In shutdown fight, fiscal hawks in US Congress push for flat spending

By Bo Erickson

WASHINGTON (Reuters) -Republican fiscal hawks in Congress are making a new pitch in the struggle to end the longest government shutdown in U.S. history: Continue to spend at the same rate as last year for as long as possible.

That approach would not cut discretionary spending but also not add to the roughly one-quarter of the $7 trillion federal budget that lawmakers are fighting about, and to some observers also represents a resignation that the deeply divided institution is unlikely to agree on a path forward anytime soon.

The idea did not have broad support among President Donald Trump’s Republicans, who hold majorities in the Senate and House of Representatives, and would mean they were ready to leave the budget essentially unchanged from levels agreed to under Democratic former President Joe Biden, adding about $1.8 trillion a year to the nation’s $38 trillion in debt.

The hardline House Freedom Caucus, influential in the Republicans’ 219-213 House majority, argued in a policy statement for a stopgap funding bill, known as a continuing resolution, with an “ideal” end-date after the November 2026 midterm elections  — well after the current fiscal year ends on September 30, 2026. 

That proposal, the group said, would “effectively keep federal discretionary spending flat at the same levels since 2023, and it will block any further effort by Democrats and the Swamp to advance a budget-busting, pork-filled, lobbyist handout.”

It would make a change from a group that long opposed continuing resolutions, known as CRs, because they did not cut spending.

“Many conservatives have been reluctant to support continuing resolutions in the past,” said Matthew Dickerson, budget director at the conservative Economic Policy Innovation Center, noting a change in tactic after Congress in March 2025 passed a full-year stopgap bill – with the help of Democratic votes – and then went on to pass Trump’s signature tax and spending bill with only Republican votes.

“Many of those same dynamics and challenges are still in play now, leading conservatives in the House, Senate, and the administration to see a long-term CR as the most responsible compromise,” Dickerson added.  

‘BEST WE CAN DO’

Senator Ron Johnson, a Wisconsin Republican, said in an interview that a longer-term CR is “probably the best we can do, unfortunately.” 

This push for another full-year CR is at odds with Senate Majority Leader John Thune’s promise to pursue the regular appropriations process that calls for Congress to pass 12 appropriations bills — something that it has failed to do on time in almost three decades.

Republican Senate Appropriations Chair Susan Collins of Maine instead pushed for a stopgap funding bill to reopen the government that would last into December, meant to buy time for lawmakers to agree on a broader deal.

Other Senate Republicans argued for a mid-January timeline to allow for more funding negotiations.

Senator Patty Murray, the top Democrat on the appropriations committee, this year dismissed full-year CRs as a “power grab” because it cedes congressional spending authority to the executive.

Most Senate Democrats have voted 14 times against a stopgap funding bill, passed by the Republican-controlled House in September, that was meant to patch government funding until November 21 so the appropriations process could continue after the end of the fiscal year on September 30.

Democrats are withholding their votes to reopen government as they push for a fix to healthcare insurance subsidies, and other hot-button issues like how senators could address the Trump administration’s firings of federal workers. 

“By appropriating, we are following President Trump’s initiatives and the things that he’s put in his budget,” said Senator John Hoeven of North Dakota, a Republican appropriator, rejecting the idea.

Another issue: extending a stopgap funding bill does not include the Trump administration’s rescission cuts to foreign aid spending, nor any changes to the federal government workforce stemming from the Department of Government Efficiency, increasing the prospect of more partisan rescissions.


YOUR TASK
In the entries below, find the lines with the word "рачуни" and copy them.

EXERCISE DATA
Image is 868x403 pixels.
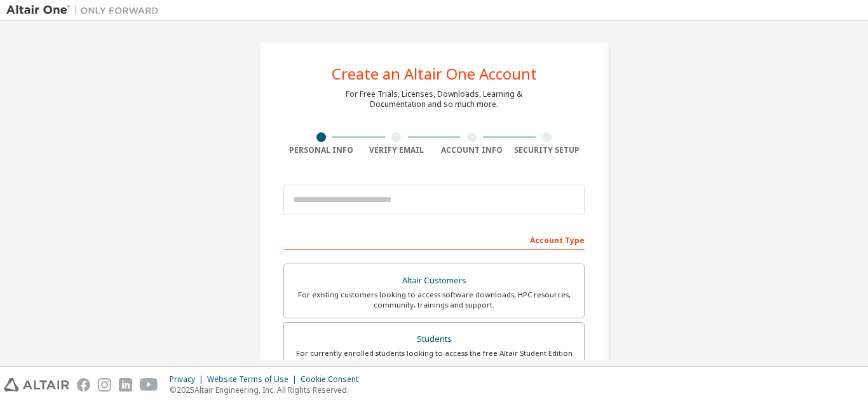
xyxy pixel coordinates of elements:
[7,4,165,16] img: Altair One
[292,290,577,310] div: For existing customers looking to access software downloads, HPC resources, community, trainings ...
[301,374,366,385] div: Cookie Consent
[77,378,90,391] img: facebook.svg
[359,145,435,155] div: Verify Email
[283,229,585,249] div: Account Type
[170,385,366,395] p: © 2025 Altair Engineering, Inc. All Rights Reserved.
[510,145,585,155] div: Security Setup
[283,145,359,155] div: Personal Info
[332,66,537,81] div: Create an Altair One Account
[292,330,577,348] div: Students
[346,89,523,109] div: For Free Trials, Licenses, Downloads, Learning & Documentation and so much more.
[119,378,132,391] img: linkedin.svg
[170,374,207,385] div: Privacy
[207,374,301,385] div: Website Terms of Use
[98,378,111,391] img: instagram.svg
[140,378,158,391] img: youtube.svg
[292,272,577,290] div: Altair Customers
[434,145,510,155] div: Account Info
[4,378,69,391] img: altair_logo.svg
[292,348,577,368] div: For currently enrolled students looking to access the free Altair Student Edition bundle and all ...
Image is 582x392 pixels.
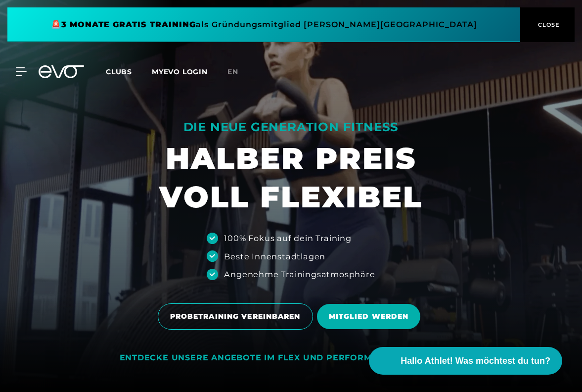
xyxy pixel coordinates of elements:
button: CLOSE [520,8,575,42]
a: MITGLIED WERDEN [317,297,425,337]
span: Hallo Athlet! Was möchtest du tun? [401,354,550,367]
a: MYEVO LOGIN [152,67,208,76]
a: PROBETRAINING VEREINBAREN [158,296,317,337]
div: ENTDECKE UNSERE ANGEBOTE IM FLEX UND PERFORMER [PERSON_NAME] [120,353,463,364]
span: CLOSE [536,20,560,29]
div: Beste Innenstadtlagen [224,250,326,263]
button: Hallo Athlet! Was möchtest du tun? [369,347,563,374]
div: DIE NEUE GENERATION FITNESS [159,119,423,135]
h1: HALBER PREIS VOLL FLEXIBEL [159,139,423,216]
span: MITGLIED WERDEN [329,311,409,322]
span: en [228,67,239,76]
a: Clubs [106,67,152,76]
div: Angenehme Trainingsatmosphäre [224,268,375,280]
div: 100% Fokus auf dein Training [224,232,351,244]
span: PROBETRAINING VEREINBAREN [170,311,301,322]
a: en [228,66,250,78]
span: Clubs [106,67,132,76]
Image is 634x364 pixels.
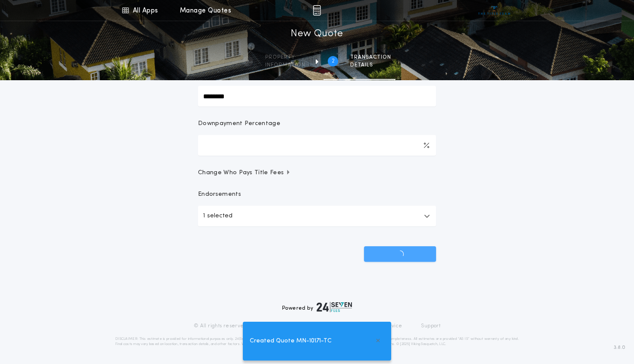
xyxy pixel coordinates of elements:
[250,336,331,346] span: Created Quote MN-10171-TC
[198,168,436,177] button: Change Who Pays Title Fees
[312,5,321,16] img: img
[265,54,305,61] span: Property
[203,211,232,221] p: 1 selected
[350,62,391,68] span: details
[198,120,280,128] p: Downpayment Percentage
[198,86,436,106] input: New Loan Amount
[198,168,291,177] span: Change Who Pays Title Fees
[198,190,436,199] p: Endorsements
[478,6,511,14] img: vs-icon
[350,54,391,61] span: Transaction
[331,58,335,64] h2: 2
[316,302,352,312] img: logo
[291,27,343,41] h1: New Quote
[198,135,436,156] input: Downpayment Percentage
[282,302,352,312] div: Powered by
[265,62,305,68] span: information
[198,206,436,227] button: 1 selected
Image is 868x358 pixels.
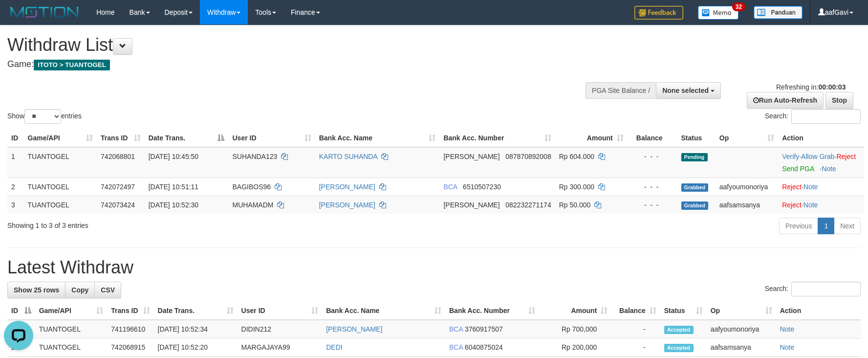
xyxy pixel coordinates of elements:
[465,344,503,351] span: Copy 6040875024 to clipboard
[4,4,33,33] button: Open LiveChat chat widget
[8,281,66,298] a: Show 25 rows
[107,302,153,320] th: Trans ID: activate to sort column ascending
[656,82,721,99] button: None selected
[154,320,238,338] td: [DATE] 10:52:34
[148,153,198,160] span: [DATE] 10:45:50
[801,153,834,160] a: Allow Grab
[8,35,569,55] h1: Withdraw List
[319,201,376,209] a: [PERSON_NAME]
[664,344,693,352] span: Accepted
[660,302,706,320] th: Status: activate to sort column ascending
[24,129,97,147] th: Game/API: activate to sort column ascending
[322,302,445,320] th: Bank Acc. Name: activate to sort column ascending
[836,153,855,160] a: Reject
[107,338,153,356] td: 742068915
[107,320,153,338] td: 741196610
[463,183,501,191] span: Copy 6510507230 to clipboard
[746,92,824,108] a: Run Auto-Refresh
[238,320,323,338] td: DIDIN212
[782,153,799,160] a: Verify
[449,344,463,351] span: BCA
[101,153,135,160] span: 742068801
[779,325,795,333] a: Note
[681,201,709,210] span: Grabbed
[505,201,550,209] span: Copy 082232271174 to clipboard
[765,109,860,124] label: Search:
[834,217,860,234] a: Next
[443,153,499,160] span: [PERSON_NAME]
[612,320,659,338] td: -
[101,183,135,191] span: 742072497
[585,82,656,99] div: PGA Site Balance /
[238,302,323,320] th: User ID: activate to sort column ascending
[319,183,376,191] a: [PERSON_NAME]
[662,87,709,95] span: None selected
[631,152,673,161] div: - - -
[238,338,323,356] td: MARGAJAYA99
[443,183,457,191] span: BCA
[8,217,354,230] div: Showing 1 to 3 of 3 entries
[319,153,377,160] a: KARTO SUHANDA
[635,6,683,20] img: Feedback.jpg
[778,195,864,214] td: ·
[779,344,795,351] a: Note
[440,129,555,147] th: Bank Acc. Number: activate to sort column ascending
[315,129,440,147] th: Bank Acc. Name: activate to sort column ascending
[24,195,97,214] td: TUANTOGEL
[101,286,115,294] span: CSV
[778,177,864,195] td: ·
[35,338,107,356] td: TUANTOGEL
[65,281,95,298] a: Copy
[539,338,612,356] td: Rp 200,000
[779,217,818,234] a: Previous
[8,177,24,195] td: 2
[559,183,595,191] span: Rp 300.000
[25,109,61,124] select: Showentries
[148,183,198,191] span: [DATE] 10:51:11
[778,129,864,147] th: Action
[326,325,382,333] a: [PERSON_NAME]
[232,153,277,160] span: SUHANDA123
[612,338,659,356] td: -
[706,338,776,356] td: aafsamsanya
[778,147,864,178] td: · ·
[716,195,778,214] td: aafsamsanya
[818,84,845,91] strong: 00:00:03
[628,129,677,147] th: Balance
[825,92,854,108] a: Stop
[148,201,198,209] span: [DATE] 10:52:30
[145,129,228,147] th: Date Trans.: activate to sort column descending
[101,201,135,209] span: 742073424
[8,147,24,178] td: 1
[782,201,802,209] a: Reject
[803,183,818,191] a: Note
[664,326,693,334] span: Accepted
[24,177,97,195] td: TUANTOGEL
[716,129,778,147] th: Op: activate to sort column ascending
[8,257,860,277] h1: Latest Withdraw
[154,302,238,320] th: Date Trans.: activate to sort column ascending
[445,302,539,320] th: Bank Acc. Number: activate to sort column ascending
[821,165,836,172] a: Note
[559,153,595,160] span: Rp 604.000
[35,320,107,338] td: TUANTOGEL
[72,286,89,294] span: Copy
[559,201,590,209] span: Rp 50.000
[776,84,845,91] span: Refreshing in:
[228,129,314,147] th: User ID: activate to sort column ascending
[95,281,121,298] a: CSV
[681,183,709,192] span: Grabbed
[706,302,776,320] th: Op: activate to sort column ascending
[449,325,463,333] span: BCA
[8,302,35,320] th: ID: activate to sort column descending
[35,302,107,320] th: Game/API: activate to sort column ascending
[803,201,818,209] a: Note
[14,286,59,294] span: Show 25 rows
[465,325,503,333] span: Copy 3760917507 to clipboard
[97,129,145,147] th: Trans ID: activate to sort column ascending
[677,129,716,147] th: Status
[443,201,499,209] span: [PERSON_NAME]
[8,109,82,124] label: Show entries
[782,165,813,172] a: Send PGA
[681,153,708,161] span: Pending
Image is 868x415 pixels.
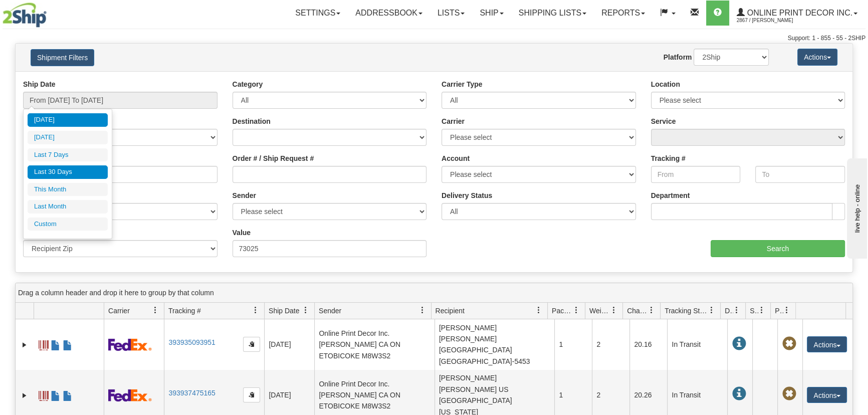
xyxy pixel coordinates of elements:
input: Search [711,240,845,257]
span: In Transit [732,337,746,351]
span: Sender [318,306,341,316]
td: 20.16 [629,319,667,370]
span: Tracking # [168,306,201,316]
td: In Transit [667,319,727,370]
button: Copy to clipboard [243,337,260,352]
li: Last 7 Days [28,149,108,162]
span: Recipient [435,306,465,316]
div: Support: 1 - 855 - 55 - 2SHIP [2,34,866,43]
img: 2 - FedEx Express® [108,389,152,402]
a: USMCA CO [63,336,72,352]
span: Online Print Decor Inc. [745,8,852,17]
label: Order # / Ship Request # [232,153,314,163]
span: 2867 / [PERSON_NAME] [737,16,812,26]
li: Custom [28,217,108,231]
button: Actions [807,387,847,403]
span: Weight [589,306,611,316]
a: Tracking Status filter column settings [703,302,720,319]
li: Last Month [28,200,108,214]
label: Account [441,153,469,163]
li: Last 30 Days [28,165,108,179]
label: Department [651,190,690,201]
div: live help - online [8,8,93,16]
button: Shipment Filters [31,49,94,66]
span: Ship Date [269,306,299,316]
a: Pickup Status filter column settings [778,302,795,319]
img: logo2867.jpg [2,2,47,28]
span: Tracking Status [664,306,708,316]
a: Settings [287,1,348,26]
span: Pickup Status [775,306,783,316]
span: Pickup Not Assigned [782,387,796,401]
a: USMCA CO [63,386,72,402]
a: Recipient filter column settings [530,302,547,319]
label: Delivery Status [441,190,492,201]
a: Sender filter column settings [414,302,431,319]
input: To [755,166,845,183]
label: Platform [663,52,692,62]
button: Actions [797,49,837,66]
span: In Transit [732,387,746,401]
a: Label [38,336,48,352]
td: [DATE] [264,319,314,370]
a: Packages filter column settings [567,302,585,319]
span: Carrier [108,306,130,316]
label: Service [651,116,676,126]
td: 2 [592,319,629,370]
a: Charge filter column settings [643,302,660,319]
a: Ship [472,1,511,26]
td: [PERSON_NAME] [PERSON_NAME] [GEOGRAPHIC_DATA] [GEOGRAPHIC_DATA]-5453 [435,319,555,370]
span: Pickup Not Assigned [782,337,796,351]
label: Category [232,79,263,89]
td: 1 [554,319,592,370]
a: Addressbook [348,1,430,26]
a: Label [38,386,48,402]
div: grid grouping header [16,283,852,303]
a: Delivery Status filter column settings [728,302,745,319]
a: Online Print Decor Inc. 2867 / [PERSON_NAME] [729,1,865,26]
a: Expand [20,390,29,401]
img: 2 - FedEx Express® [108,338,152,351]
a: Carrier filter column settings [147,302,164,319]
li: [DATE] [28,113,108,127]
a: Expand [20,340,29,350]
input: From [651,166,740,183]
a: Tracking # filter column settings [247,302,264,319]
span: Shipment Issues [749,306,758,316]
a: Lists [430,1,472,26]
span: Packages [552,306,573,316]
a: Commercial Invoice [51,386,60,402]
label: Destination [232,116,271,126]
li: This Month [28,183,108,196]
li: [DATE] [28,131,108,144]
a: Weight filter column settings [605,302,623,319]
label: Tracking # [651,153,685,163]
td: Online Print Decor Inc. [PERSON_NAME] CA ON ETOBICOKE M8W3S2 [314,319,435,370]
label: Location [651,79,680,89]
a: Commercial Invoice [51,336,60,352]
span: Delivery Status [724,306,733,316]
a: 393937475165 [168,389,215,397]
a: Shipping lists [511,1,594,26]
label: Ship Date [23,79,56,89]
label: Carrier [441,116,465,126]
button: Actions [807,337,847,352]
label: Sender [232,190,256,201]
a: Shipment Issues filter column settings [753,302,770,319]
a: Ship Date filter column settings [297,302,314,319]
label: Value [232,228,251,238]
a: 393935093951 [168,338,215,346]
label: Carrier Type [441,79,482,89]
span: Charge [627,306,648,316]
button: Copy to clipboard [243,387,260,402]
iframe: chat widget [845,156,867,259]
a: Reports [594,1,652,26]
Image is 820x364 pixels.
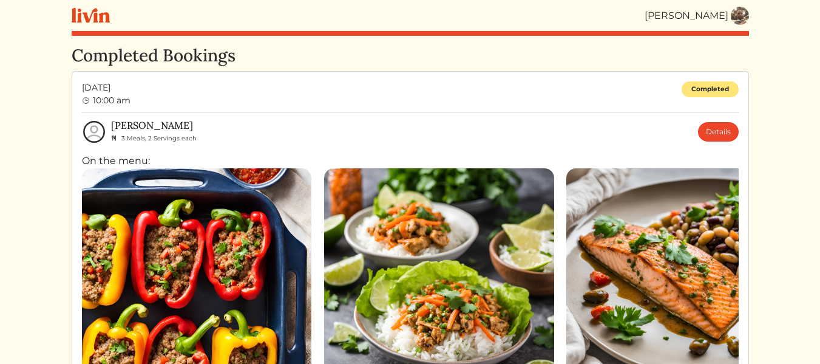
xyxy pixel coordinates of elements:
[82,120,106,144] img: profile-circle-6dcd711754eaac681cb4e5fa6e5947ecf152da99a3a386d1f417117c42b37ef2.svg
[111,135,117,141] img: fork_knife_small-8e8c56121c6ac9ad617f7f0151facf9cb574b427d2b27dceffcaf97382ddc7e7.svg
[121,134,197,142] span: 3 Meals, 2 Servings each
[645,9,729,23] div: [PERSON_NAME]
[82,97,90,105] img: clock-b05ee3d0f9935d60bc54650fc25b6257a00041fd3bdc39e3e98414568feee22d.svg
[93,95,131,106] span: 10:00 am
[72,8,110,23] img: livin-logo-a0d97d1a881af30f6274990eb6222085a2533c92bbd1e4f22c21b4f0d0e3210c.svg
[82,81,131,94] span: [DATE]
[111,120,197,131] h6: [PERSON_NAME]
[731,7,749,25] img: 40edb8f8868b937271aa03f2dccf48ec
[698,122,739,141] a: Details
[72,46,749,66] h3: Completed Bookings
[682,81,739,98] div: Completed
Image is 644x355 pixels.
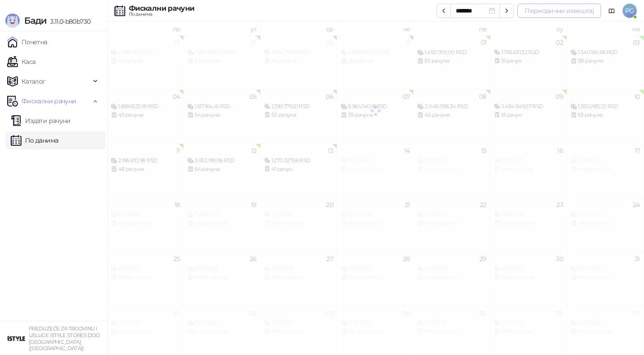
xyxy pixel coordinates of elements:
small: PREDUZEĆE ZA TRGOVINU I USLUGE ISTYLE STORES DOO [GEOGRAPHIC_DATA] ([GEOGRAPHIC_DATA]) [29,326,101,352]
span: Бади [24,15,46,26]
a: По данима [11,131,58,149]
span: PG [623,3,637,18]
a: Почетна [7,33,48,51]
button: Периодични извештај [517,3,601,18]
span: Каталог [21,72,46,90]
a: Документација [605,3,619,18]
div: Фискални рачуни [129,5,194,12]
span: 3.11.0-b80b730 [46,17,90,25]
span: Фискални рачуни [21,92,76,110]
img: 64x64-companyLogo-77b92cf4-9946-4f36-9751-bf7bb5fd2c7d.png [7,330,25,348]
img: Logo [5,13,19,27]
a: Каса [7,53,36,70]
a: Издати рачуни [11,112,70,130]
div: По данима [129,12,194,17]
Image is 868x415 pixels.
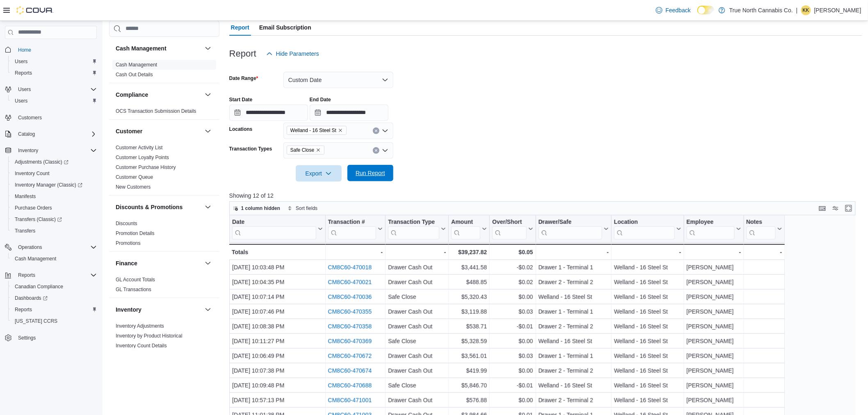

SOLVED EXERCISE
div: Фискални рачуни [129,5,194,12]
span: Фискални рачуни [21,92,76,110]
a: Издати рачуни [11,112,70,130]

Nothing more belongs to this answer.